Swann v. Charlotte-Mecklenburg Board of Education, 402 U.S. 1 (1971), was a landmark United States Supreme Court case dealing with the busing of students to promote integration in public schools.
Judge John J. Parker of the U.S. Court of Appeals for the Fourth Circuit interpreted the Brown v. Board of Education case as a charge not to segregate rather than an order to integrate.
Experts from Rhode Island College were brought in for the Plaintiff's side to judge the effectiveness of the school board's new plan.
The Board eventually submitted a plan rezoning neighborhoods into pie-shaped wedges, where blacks living in the center of Charlotte would be divided up and distributed to outlying, formerly white high schools.
The opinion was 3-2-1 that the restructured busing orders should be affirmed for older students, but that it be remanded for those of elementary school age.
Despite his relative youth and inexperience, Julius Chambers argued the case, because of his intimate knowledge of the facts involved.
Erwin Griswold, the Solicitor General of the United States, represented the federal government, advocating Nixon's “go-slow” policy.
Justice Stewart also reacted strongly after carefully considering the facts of the case, and wrote a “dissent” that would have been the opinion of the court without revisions of Burger's drafts.
[5] However, due to the booming economy of the city in the late 1980s and early 1990s, Charlotte experienced a rapid immigration from the Northeast and the Midwest, which resulted in a decline of the acceptance of busing.
In 1992, in response to these complaints, CMS created a managed choice plan to reduce the number of students being bused.
This ruling was upheld by the appeals court in Richmond, Virginia in 2000 and after the final appeal was declined to be heard by the U.S. Supreme Court, federal order of busing was ended in Charlotte-Mecklenburg and it was left in the hands of the city school board to decide how to redo the assignment policy for school attendance.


*Work task:* Only the lines from the line containing "I need to know the exact region of house." to the end of the entries should be repeated, exactly as they appear.

*** Opening of Dataset extract ***

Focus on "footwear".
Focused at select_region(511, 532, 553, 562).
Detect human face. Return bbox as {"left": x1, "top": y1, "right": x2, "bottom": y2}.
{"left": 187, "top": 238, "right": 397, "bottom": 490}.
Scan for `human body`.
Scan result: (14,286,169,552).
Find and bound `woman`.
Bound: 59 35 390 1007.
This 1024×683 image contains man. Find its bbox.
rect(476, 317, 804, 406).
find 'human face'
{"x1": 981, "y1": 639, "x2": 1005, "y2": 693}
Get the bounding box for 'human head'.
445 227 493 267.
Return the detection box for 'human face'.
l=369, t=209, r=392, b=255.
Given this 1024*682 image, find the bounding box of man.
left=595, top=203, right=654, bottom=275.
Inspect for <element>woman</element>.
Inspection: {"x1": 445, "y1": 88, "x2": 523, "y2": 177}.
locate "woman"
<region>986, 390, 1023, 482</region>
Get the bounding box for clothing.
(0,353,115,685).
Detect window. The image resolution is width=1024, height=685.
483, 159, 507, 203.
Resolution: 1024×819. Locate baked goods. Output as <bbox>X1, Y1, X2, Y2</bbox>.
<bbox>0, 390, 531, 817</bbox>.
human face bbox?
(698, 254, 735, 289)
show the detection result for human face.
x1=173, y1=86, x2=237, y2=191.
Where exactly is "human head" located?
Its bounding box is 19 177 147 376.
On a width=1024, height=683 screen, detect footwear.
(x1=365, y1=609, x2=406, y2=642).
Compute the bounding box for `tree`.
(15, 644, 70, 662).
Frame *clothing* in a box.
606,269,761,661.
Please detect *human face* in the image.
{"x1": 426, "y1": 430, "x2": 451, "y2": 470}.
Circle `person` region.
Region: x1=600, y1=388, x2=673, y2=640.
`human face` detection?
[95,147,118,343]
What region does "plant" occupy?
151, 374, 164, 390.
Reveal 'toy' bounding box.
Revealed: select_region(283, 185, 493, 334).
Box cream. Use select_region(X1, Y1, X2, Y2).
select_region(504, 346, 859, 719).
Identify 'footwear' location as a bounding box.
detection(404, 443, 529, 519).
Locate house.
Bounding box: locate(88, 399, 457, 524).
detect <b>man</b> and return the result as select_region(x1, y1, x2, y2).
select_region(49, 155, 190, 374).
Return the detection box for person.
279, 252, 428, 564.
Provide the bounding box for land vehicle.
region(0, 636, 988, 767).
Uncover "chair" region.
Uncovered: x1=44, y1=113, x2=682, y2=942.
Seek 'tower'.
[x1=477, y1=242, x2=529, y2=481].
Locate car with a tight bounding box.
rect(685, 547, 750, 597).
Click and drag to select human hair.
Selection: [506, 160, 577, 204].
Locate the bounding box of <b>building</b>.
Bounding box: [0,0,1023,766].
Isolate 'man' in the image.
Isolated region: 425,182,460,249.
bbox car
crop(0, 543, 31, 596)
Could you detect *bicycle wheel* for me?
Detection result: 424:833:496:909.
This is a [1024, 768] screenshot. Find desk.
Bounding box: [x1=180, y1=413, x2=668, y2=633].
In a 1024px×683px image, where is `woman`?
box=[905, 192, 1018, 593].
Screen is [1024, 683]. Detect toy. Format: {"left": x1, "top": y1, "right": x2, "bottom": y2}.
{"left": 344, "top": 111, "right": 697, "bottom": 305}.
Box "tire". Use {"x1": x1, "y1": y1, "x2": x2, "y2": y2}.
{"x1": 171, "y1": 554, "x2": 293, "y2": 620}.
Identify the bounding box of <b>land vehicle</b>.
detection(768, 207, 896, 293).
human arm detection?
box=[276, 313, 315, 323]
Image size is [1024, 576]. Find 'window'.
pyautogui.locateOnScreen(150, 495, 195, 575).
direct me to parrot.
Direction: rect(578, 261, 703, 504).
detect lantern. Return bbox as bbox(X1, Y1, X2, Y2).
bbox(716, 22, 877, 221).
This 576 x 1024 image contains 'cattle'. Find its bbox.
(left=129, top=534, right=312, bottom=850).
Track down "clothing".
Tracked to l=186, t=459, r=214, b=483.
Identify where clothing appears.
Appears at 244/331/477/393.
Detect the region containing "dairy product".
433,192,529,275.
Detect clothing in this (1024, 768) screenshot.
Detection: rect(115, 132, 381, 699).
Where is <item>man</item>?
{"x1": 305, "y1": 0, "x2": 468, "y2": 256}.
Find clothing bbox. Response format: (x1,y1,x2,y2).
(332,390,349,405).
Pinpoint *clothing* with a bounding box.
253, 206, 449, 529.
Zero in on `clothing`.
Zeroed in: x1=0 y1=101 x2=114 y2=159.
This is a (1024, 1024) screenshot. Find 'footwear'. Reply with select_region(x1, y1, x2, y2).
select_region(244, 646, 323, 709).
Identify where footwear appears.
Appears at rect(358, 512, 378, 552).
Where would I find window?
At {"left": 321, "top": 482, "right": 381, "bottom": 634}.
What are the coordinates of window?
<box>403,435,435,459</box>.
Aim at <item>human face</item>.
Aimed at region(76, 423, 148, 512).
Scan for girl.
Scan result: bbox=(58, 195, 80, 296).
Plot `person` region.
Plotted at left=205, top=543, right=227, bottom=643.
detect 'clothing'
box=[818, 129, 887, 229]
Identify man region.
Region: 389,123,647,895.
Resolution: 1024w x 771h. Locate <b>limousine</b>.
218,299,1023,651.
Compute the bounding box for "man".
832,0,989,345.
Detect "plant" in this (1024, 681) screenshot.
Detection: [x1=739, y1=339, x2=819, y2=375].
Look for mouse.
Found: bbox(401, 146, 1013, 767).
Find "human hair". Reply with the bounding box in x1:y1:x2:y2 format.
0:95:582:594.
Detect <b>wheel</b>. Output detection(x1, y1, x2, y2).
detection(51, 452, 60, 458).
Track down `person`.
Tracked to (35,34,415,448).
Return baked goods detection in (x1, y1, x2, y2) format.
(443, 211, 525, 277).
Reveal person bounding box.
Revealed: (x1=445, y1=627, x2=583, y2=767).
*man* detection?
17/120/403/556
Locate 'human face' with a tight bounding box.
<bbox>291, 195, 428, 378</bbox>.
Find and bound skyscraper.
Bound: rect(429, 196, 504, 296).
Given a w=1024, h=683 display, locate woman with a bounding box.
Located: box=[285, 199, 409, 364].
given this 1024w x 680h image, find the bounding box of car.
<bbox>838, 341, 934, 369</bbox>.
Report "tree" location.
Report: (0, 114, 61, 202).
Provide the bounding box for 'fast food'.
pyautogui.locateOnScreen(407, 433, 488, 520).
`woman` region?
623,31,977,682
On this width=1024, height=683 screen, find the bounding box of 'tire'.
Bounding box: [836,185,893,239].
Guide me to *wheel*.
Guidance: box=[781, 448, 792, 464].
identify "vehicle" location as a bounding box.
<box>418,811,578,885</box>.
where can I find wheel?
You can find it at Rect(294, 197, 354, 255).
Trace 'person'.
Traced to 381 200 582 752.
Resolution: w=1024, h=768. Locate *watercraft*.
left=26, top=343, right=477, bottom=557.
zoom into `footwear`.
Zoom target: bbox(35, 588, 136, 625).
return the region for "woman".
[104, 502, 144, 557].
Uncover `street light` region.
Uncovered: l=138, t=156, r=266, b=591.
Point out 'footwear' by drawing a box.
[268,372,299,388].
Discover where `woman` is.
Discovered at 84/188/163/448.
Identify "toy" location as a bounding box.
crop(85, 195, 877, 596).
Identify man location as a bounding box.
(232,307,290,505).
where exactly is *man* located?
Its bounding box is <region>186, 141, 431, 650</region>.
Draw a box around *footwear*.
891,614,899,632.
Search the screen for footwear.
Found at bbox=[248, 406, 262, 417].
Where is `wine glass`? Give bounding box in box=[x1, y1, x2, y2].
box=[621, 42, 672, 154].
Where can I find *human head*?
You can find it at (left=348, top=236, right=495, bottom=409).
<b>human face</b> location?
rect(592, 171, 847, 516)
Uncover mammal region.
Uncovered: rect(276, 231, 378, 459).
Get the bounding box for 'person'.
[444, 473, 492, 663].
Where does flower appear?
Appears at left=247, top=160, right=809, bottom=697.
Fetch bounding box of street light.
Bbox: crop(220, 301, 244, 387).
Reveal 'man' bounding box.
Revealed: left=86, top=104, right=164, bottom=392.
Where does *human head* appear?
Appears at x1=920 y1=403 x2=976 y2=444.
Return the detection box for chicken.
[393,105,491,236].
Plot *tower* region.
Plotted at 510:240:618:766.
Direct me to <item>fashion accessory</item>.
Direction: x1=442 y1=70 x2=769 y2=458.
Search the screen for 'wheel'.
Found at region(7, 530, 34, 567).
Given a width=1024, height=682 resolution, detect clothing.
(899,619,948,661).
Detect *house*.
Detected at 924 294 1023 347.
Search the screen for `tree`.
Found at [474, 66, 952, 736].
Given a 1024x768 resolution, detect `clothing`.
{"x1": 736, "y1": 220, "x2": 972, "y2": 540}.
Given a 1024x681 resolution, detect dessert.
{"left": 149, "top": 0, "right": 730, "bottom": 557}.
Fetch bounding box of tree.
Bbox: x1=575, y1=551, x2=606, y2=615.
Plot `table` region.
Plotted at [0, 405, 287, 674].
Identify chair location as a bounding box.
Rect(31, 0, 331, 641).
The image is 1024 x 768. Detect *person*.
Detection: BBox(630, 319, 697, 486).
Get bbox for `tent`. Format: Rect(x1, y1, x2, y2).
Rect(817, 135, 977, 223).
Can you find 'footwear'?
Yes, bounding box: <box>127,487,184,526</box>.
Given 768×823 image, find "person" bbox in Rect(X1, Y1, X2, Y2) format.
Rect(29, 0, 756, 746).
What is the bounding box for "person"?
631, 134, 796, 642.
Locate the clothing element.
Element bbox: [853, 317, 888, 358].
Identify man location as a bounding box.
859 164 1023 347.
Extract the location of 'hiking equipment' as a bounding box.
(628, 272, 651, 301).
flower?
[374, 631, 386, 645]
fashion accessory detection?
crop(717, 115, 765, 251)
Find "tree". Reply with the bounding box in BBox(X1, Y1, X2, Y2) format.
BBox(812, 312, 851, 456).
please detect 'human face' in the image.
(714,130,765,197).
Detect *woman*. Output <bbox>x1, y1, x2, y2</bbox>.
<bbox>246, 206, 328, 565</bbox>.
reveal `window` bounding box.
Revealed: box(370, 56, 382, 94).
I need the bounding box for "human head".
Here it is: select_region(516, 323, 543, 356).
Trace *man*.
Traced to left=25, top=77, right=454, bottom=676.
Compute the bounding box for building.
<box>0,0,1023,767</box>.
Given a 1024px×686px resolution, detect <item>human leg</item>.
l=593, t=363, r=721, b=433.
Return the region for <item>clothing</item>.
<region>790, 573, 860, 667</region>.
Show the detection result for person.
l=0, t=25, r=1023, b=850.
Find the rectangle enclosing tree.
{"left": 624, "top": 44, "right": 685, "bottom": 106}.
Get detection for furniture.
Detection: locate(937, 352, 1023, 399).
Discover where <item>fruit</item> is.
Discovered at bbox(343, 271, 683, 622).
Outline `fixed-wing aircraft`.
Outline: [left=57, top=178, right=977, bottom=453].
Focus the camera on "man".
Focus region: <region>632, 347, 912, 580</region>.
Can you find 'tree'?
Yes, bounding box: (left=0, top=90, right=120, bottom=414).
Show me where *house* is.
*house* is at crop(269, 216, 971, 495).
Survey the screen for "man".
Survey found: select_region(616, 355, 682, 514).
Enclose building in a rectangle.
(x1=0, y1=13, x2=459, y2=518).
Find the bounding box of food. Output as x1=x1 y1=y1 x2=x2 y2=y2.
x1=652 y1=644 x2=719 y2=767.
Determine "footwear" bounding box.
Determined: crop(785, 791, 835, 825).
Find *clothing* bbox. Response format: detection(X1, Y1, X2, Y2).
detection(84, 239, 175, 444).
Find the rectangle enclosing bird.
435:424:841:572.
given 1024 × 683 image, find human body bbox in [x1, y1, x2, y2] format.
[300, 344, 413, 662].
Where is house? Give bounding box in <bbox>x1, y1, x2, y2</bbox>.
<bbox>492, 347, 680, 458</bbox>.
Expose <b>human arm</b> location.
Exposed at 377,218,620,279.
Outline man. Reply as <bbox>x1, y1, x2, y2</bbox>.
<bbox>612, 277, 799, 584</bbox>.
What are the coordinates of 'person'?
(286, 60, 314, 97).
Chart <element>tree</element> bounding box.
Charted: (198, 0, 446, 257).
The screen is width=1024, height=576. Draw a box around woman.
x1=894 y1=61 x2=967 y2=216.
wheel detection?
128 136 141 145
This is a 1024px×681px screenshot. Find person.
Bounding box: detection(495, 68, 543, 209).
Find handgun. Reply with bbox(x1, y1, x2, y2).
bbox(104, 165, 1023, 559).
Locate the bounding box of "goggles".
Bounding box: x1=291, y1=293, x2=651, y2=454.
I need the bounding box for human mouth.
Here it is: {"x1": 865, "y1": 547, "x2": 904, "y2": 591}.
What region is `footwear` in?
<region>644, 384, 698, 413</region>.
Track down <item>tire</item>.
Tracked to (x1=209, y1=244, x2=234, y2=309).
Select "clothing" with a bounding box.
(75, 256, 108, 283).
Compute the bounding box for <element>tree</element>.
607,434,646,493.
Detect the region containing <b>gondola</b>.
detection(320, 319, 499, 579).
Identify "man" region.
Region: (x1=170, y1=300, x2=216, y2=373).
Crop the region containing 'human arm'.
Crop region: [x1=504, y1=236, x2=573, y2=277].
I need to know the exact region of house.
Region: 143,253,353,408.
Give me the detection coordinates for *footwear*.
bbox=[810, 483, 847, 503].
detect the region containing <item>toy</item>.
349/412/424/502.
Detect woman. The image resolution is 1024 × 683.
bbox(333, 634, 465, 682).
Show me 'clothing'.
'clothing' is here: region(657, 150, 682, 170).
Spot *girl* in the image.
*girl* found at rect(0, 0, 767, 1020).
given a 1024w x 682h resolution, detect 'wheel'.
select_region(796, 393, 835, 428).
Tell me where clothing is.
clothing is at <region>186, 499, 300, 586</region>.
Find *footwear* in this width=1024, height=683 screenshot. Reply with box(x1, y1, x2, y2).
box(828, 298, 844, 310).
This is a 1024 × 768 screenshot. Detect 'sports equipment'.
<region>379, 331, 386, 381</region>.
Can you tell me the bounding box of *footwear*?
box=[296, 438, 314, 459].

*** Close of Dataset extract ***

*Written answer:*
I need to know the exact region of house.
Region: 143,253,353,408.
Give me the detection coordinates for *footwear*.
bbox=[810, 483, 847, 503].
detect the region containing <item>toy</item>.
349/412/424/502.
Detect woman. The image resolution is 1024 × 683.
bbox(333, 634, 465, 682).
Show me 'clothing'.
'clothing' is here: region(657, 150, 682, 170).
Spot *girl* in the image.
*girl* found at rect(0, 0, 767, 1020).
given a 1024w x 682h resolution, detect 'wheel'.
select_region(796, 393, 835, 428).
Tell me where clothing is.
clothing is at <region>186, 499, 300, 586</region>.
Find *footwear* in this width=1024, height=683 screenshot. Reply with box(x1, y1, x2, y2).
box(828, 298, 844, 310).
This is a 1024 × 768 screenshot. Detect 'sports equipment'.
<region>379, 331, 386, 381</region>.
Can you tell me the bounding box of *footwear*?
box=[296, 438, 314, 459].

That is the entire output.